Re: RFC: new task-science package
Ralf, (and Yosip from private mail)
On Sat, Dec 09, 2000 at 10:12:21AM +0100, Ralf Treinen wrote:
> I'd rather like to see it called "task-numerical" or "task-numcalc"
> or something like this. As the description says the package is about
Fully agreed -- that was my exact sentiment when Andreas first come out with
his initial task-science (without any discussion about it IIRC) which I
found somewhat ill-conceived.
One operational issue now is how we are going to get rid off the lingering
task-science package if we decide to go with task-numerical-analysis
(octave, yorick, ...) and task-data-analysis (r-base, pspp, xlispstat,
gretl, ...). Plus maybe task-numerical-programming (fftw2, libgsl, lapack |
blas | atlas2, ....) ?
> scientific computing, data analysis, etc. "Science" would be much
> more comprehensive and should include tools like theorem provers
> (packages mona, coq) and there are certainly simulation tools for
> physics, neural nets, biology, chemics, etc. (though I'm not aware
Stephane is a computational biologists and had in the past suggested
something for biology. John Lapeyre had packages a lot of physics stuff
which is still around, even though he had to move on.
Let's see where this discussion takes us -- replacing task-science with
task-numerical-analysis and task-data-analysis is surely a possibility.

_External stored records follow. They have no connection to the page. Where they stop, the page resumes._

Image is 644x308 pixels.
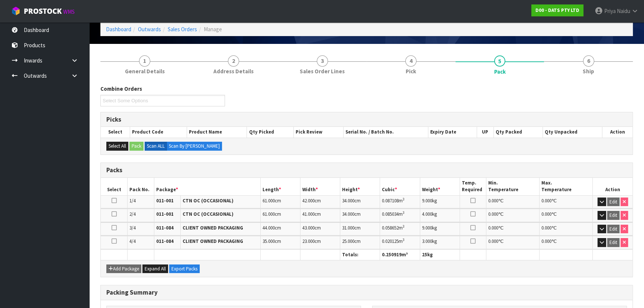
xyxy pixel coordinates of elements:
[213,67,254,75] span: Address Details
[303,225,315,231] span: 43.000
[143,265,168,273] button: Expand All
[380,196,420,208] td: m
[154,178,260,196] th: Package
[260,196,300,208] td: cm
[145,142,167,151] label: Scan ALL
[487,178,539,196] th: Min. Temperature
[340,209,380,222] td: cm
[130,142,144,151] button: Pack
[494,68,506,75] span: Pack
[303,198,315,204] span: 42.000
[583,55,594,66] span: 6
[542,238,551,244] span: 0.000
[342,238,354,244] span: 25.000
[543,127,603,138] th: Qty Unpacked
[536,7,580,14] strong: D00 - DATS PTY LTD
[422,238,432,244] span: 3.000
[420,196,459,208] td: kg
[542,225,551,231] span: 0.000
[125,67,165,75] span: General Details
[542,211,551,218] span: 0.000
[156,238,174,244] strong: 011-084
[382,238,399,244] span: 0.020125
[422,211,432,218] span: 4.000
[539,178,593,196] th: Max. Temperature
[342,198,354,204] span: 34.000
[340,249,380,260] th: Totals:
[107,265,141,273] button: Add Package
[342,225,354,231] span: 31.000
[182,198,234,204] strong: CTN OC (OCCASIONAL)
[382,211,399,218] span: 0.085034
[403,224,405,229] sup: 3
[317,55,328,66] span: 3
[167,142,222,151] label: Scan By [PERSON_NAME]
[420,209,459,222] td: kg
[128,178,154,196] th: Pack No.
[187,127,247,138] th: Product Name
[260,178,300,196] th: Length
[342,211,354,218] span: 34.000
[488,225,498,231] span: 0.000
[403,237,405,242] sup: 3
[169,265,200,273] button: Export Packs
[539,223,593,235] td: ℃
[420,178,459,196] th: Weight
[488,211,498,218] span: 0.000
[477,127,493,138] th: UP
[420,249,459,260] th: kg
[260,209,300,222] td: cm
[303,238,315,244] span: 23.000
[228,55,239,66] span: 2
[168,26,197,33] a: Sales Orders
[459,178,487,196] th: Temp. Required
[382,225,399,231] span: 0.058652
[380,178,420,196] th: Cubic
[294,127,343,138] th: Pick Review
[593,178,632,196] th: Action
[100,85,142,93] label: Combine Orders
[262,198,275,204] span: 61.000
[380,209,420,222] td: m
[380,249,420,260] th: m³
[340,223,380,235] td: cm
[156,225,174,231] strong: 011-084
[247,127,294,138] th: Qty Picked
[139,55,150,66] span: 1
[24,6,62,16] span: ProStock
[380,223,420,235] td: m
[130,198,136,204] span: 1/4
[539,196,593,208] td: ℃
[380,236,420,249] td: m
[602,127,632,138] th: Action
[542,198,551,204] span: 0.000
[422,225,432,231] span: 9.000
[300,209,340,222] td: cm
[420,236,459,249] td: kg
[182,211,234,218] strong: CTN OC (OCCASIONAL)
[300,196,340,208] td: cm
[130,238,136,244] span: 4/4
[145,266,166,272] span: Expand All
[607,198,619,207] button: Edit
[488,238,498,244] span: 0.000
[300,178,340,196] th: Width
[403,210,405,215] sup: 3
[422,252,428,258] span: 25
[138,26,161,33] a: Outwards
[607,238,619,247] button: Edit
[300,67,345,75] span: Sales Order Lines
[107,142,128,151] button: Select All
[300,223,340,235] td: cm
[130,211,136,218] span: 2/4
[382,252,401,258] span: 0.250919
[607,211,619,220] button: Edit
[107,167,627,174] h3: Packs
[343,127,429,138] th: Serial No. / Batch No.
[340,196,380,208] td: cm
[11,6,20,16] img: cube-alt.png
[260,236,300,249] td: cm
[422,198,432,204] span: 9.000
[101,127,130,138] th: Select
[300,236,340,249] td: cm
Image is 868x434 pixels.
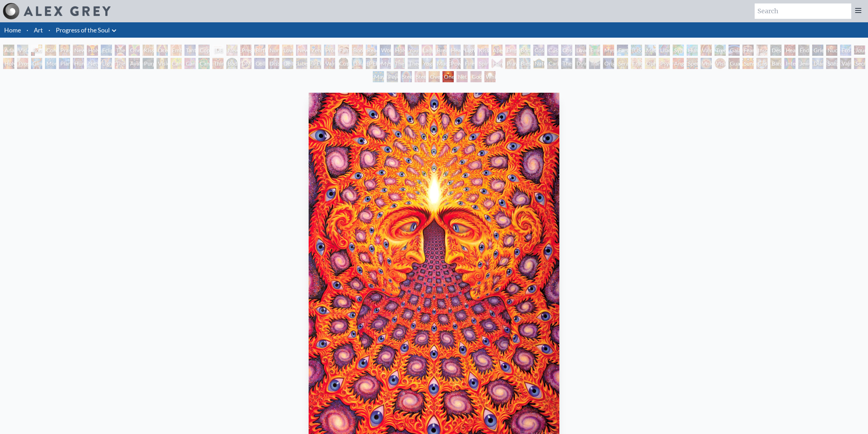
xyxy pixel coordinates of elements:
div: New Family [296,45,307,55]
div: [PERSON_NAME] [366,58,377,69]
div: Healing [450,45,460,55]
div: Collective Vision [254,58,265,69]
div: Power to the Peaceful [450,58,460,69]
a: Progress of the Soul [55,25,110,35]
div: Nursing [268,45,280,55]
div: Monochord [45,58,56,69]
div: Birth [254,45,265,55]
div: Prostration [17,58,28,69]
div: Cannabacchus [198,58,210,69]
div: Wonder [380,45,390,55]
div: Theologue [408,58,418,69]
div: Dissectional Art for Tool's Lateralus CD [268,58,280,69]
div: The Soul Finds It's Way [561,58,572,69]
div: Tantra [184,45,195,55]
div: Praying Hands [505,58,517,69]
div: Cosmic Elf [756,58,767,69]
div: Love is a Cosmic Force [575,45,586,55]
div: Vajra Guru [324,58,335,69]
div: Fractal Eyes [630,58,642,69]
div: Bardo Being [770,58,782,69]
div: Vision Crystal [700,58,712,69]
div: Cannabis Mudra [171,58,182,69]
div: Cosmic [DEMOGRAPHIC_DATA] [338,58,349,69]
div: Dalai Lama [351,58,363,69]
div: Yogi & the Möbius Sphere [421,58,433,69]
div: Sunyata [742,58,753,69]
div: Mystic Eye [380,58,390,69]
div: Spirit Animates the Flesh [477,58,488,69]
div: Pregnancy [240,45,251,55]
div: Mysteriosa 2 [603,45,614,55]
div: Liberation Through Seeing [296,58,307,69]
div: Visionary Origin of Language [17,45,28,55]
div: Caring [547,58,558,69]
div: Aperture [491,45,502,55]
div: One Taste [128,45,140,55]
div: [US_STATE] Song [630,45,642,55]
div: Holy Grail [86,45,98,55]
div: Reading [366,45,377,55]
div: Blessing Hand [519,58,530,69]
div: Peyote Being [386,71,398,83]
div: Grieving [812,45,823,55]
div: Endarkenment [798,45,809,55]
div: Hands that See [491,58,502,69]
div: Young & Old [408,45,418,55]
div: [PERSON_NAME] [310,58,321,69]
div: Eclipse [101,45,112,55]
div: Steeplehead 2 [415,71,425,83]
div: The Kiss [115,45,126,55]
div: Headache [784,45,795,55]
div: Journey of the Wounded Healer [853,45,865,55]
div: Promise [324,45,335,55]
div: Cannabis Sutra [184,58,195,69]
div: Body, Mind, Spirit [31,45,42,55]
div: Vajra Being [840,58,851,69]
div: Vision Crystal Tondo [715,58,725,69]
div: Cosmic Lovers [561,45,572,55]
div: Empowerment [505,45,517,55]
div: Embracing [171,45,182,55]
div: Body/Mind as a Vibratory Field of Energy [226,58,237,69]
div: Emerald Grail [588,45,600,55]
div: Net of Being [456,71,467,83]
div: Copulating [198,45,210,55]
div: [DEMOGRAPHIC_DATA] Embryo [213,45,223,55]
div: Networks [86,58,98,69]
div: Ayahuasca Visitation [128,58,140,69]
li: · [23,22,31,38]
div: Human Geometry [73,58,84,69]
div: Tree & Person [715,45,725,55]
div: Spectral Lotus [686,58,697,69]
div: New Man New Woman [73,45,84,55]
a: Art [34,25,43,35]
div: Zena Lotus [310,45,321,55]
div: DMT - The Spirit Molecule [240,58,251,69]
div: Eco-Atlas [840,45,851,55]
div: The Shulgins and their Alchemical Angels [115,58,126,69]
div: Lilacs [658,45,670,55]
div: Breathing [435,45,447,55]
div: Song of Vajra Being [826,58,837,69]
div: Gaia [728,45,739,55]
div: Godself [470,71,482,83]
div: Purging [143,58,153,69]
div: Secret Writing Being [853,58,865,69]
div: Praying [59,45,70,55]
div: Cosmic Creativity [533,45,544,55]
div: Third Eye Tears of Joy [213,58,223,69]
div: Family [338,45,349,55]
div: Humming Bird [686,45,697,55]
div: Jewel Being [798,58,809,69]
input: Search [754,4,851,18]
div: Kiss of the [MEDICAL_DATA] [477,45,488,55]
div: Diamond Being [812,58,823,69]
div: White Light [484,71,495,83]
div: Angel Skin [673,58,684,69]
div: Vision Tree [156,58,168,69]
div: Transfiguration [588,58,600,69]
div: Nature of Mind [533,58,544,69]
div: Newborn [226,45,237,55]
div: Kissing [143,45,153,55]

Maybe even task-plotting though I am not sure if grouping gnuplot, plotmtv,
grave, plplot, plotutils really gains anything coherent.
Dirk
> of any actual packages in debian).
>
> >
> > I recently took over task-science. Below is the current draft -- I'd welcome
> > comments and suggestions about what to include or exclude. I removed some
> > packages which were IMHO too esoteric, or which were libraries only (though
> > I might one day place them back into a new `task-science-dev') and added a
> > few others. While I used Avery's popularity-contest pages as a guide of what
> > is actually being used, I recognise that such a selection will always be
> > subjective. Any feedback?
> >
> > Thanks, Dirk
> >
> >
> > new debian package, version 2.0.
> > size 2606 bytes: control archive= 709 bytes.
> > 570 bytes, 13 lines control
> > 273 bytes, 8 lines * postinst #!/bin/sh
> > 202 bytes, 6 lines * prerm #!/bin/sh
> > Package: task-science
> > Version: 0.3
> > Section: science
> > Priority: optional
> > Architecture: all
> > Depends: gnuplot, grace, pdl, octave2.0 | octave2.1, plotutils, r-base, yorick
> > Installed-Size: 11
> > Maintainer: Dirk Eddelbuettel <edd@debian.org>
> > Description: Packages for numerical computing, data analysis and visualization
> > The task-science meta-package contains dependencies on packages which are
> > suitable for scientific work. Under a fairly loose definition of
> > 'scientific', this includes numerical analysis and computing, statistical
> > data analysis as well as visualization.
>
> >
>
>
--
Three out of two people have difficulties with fractions.